I definitely write sequentially, and once I start, I write through to the finish, even if I know there will be changes earlier in the book—that happens quite a bit. Something later in the book will catch me by surprise and then necessitate changes to earlier scenes.

We have a cat, but she’s definitely more my wife’s cat than mine. The only time that she really shows up during writing time is if my wife is out for some reason. When that happens, the cat shows up at my office door at meal time and announces her displeasure with my failure to serve her.

ASM.: If you – or Colonel Butler – could have your pick of a military unit from any science fiction or fantasy novel/TV show/movie to take on a dangerous interstellar mission, who would you pick and why?

MM: Gah! This is hard. The thing is, the units are usually built to fit the world, so taking a unit out of context into a random mission isn’t really fair. For newer stuff, there’s Hurley’s The Light Brigade, which I really enjoyed. I’m also a fan of Jay Posey’s military SF, but I don’t know that I’d choose his unit for a mission. I guess give me Gavin Smith’s Bastard Legion.

ASM.: Fair enough. What’s on your To Be Read List these days?

MM: I’m currently doing a re-read of Downbelow Station by CJ Cherryh and on audio I’m listening to Jade War by Fonda Lee. Next up I have an early copy of something my publisher sent me, and then I really want to read The Dragon Republic, which is the sequel to The Poppy War.

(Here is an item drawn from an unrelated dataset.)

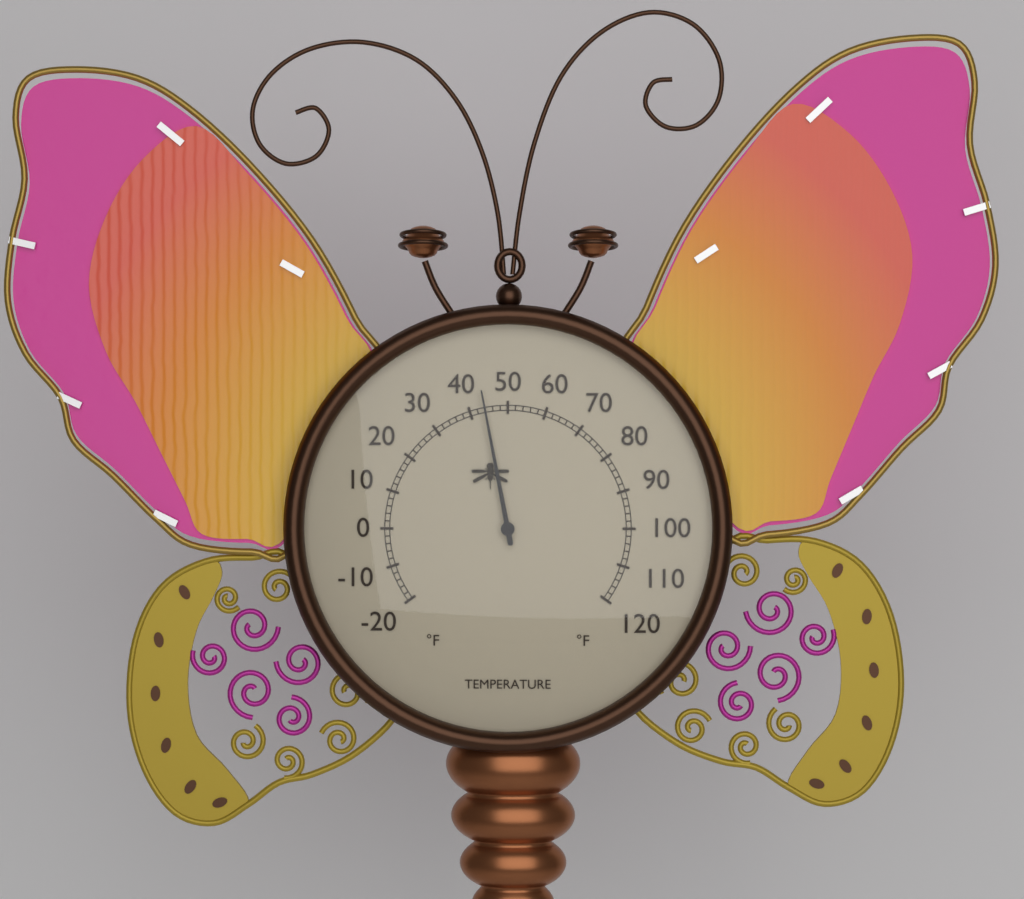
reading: 44 °F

ASM.: What’s next for you, writing-wise?

MM: I’m finishing up Planetside 3, which is due in December, and then I’m working on the project with the female soldier main character that I can’t talk too much about. After that, I owe another book to Harper Voyager next December, but we haven’t settled yet on what that will specifically be. My editor and I will probably talk in the next couple months and come to a decision.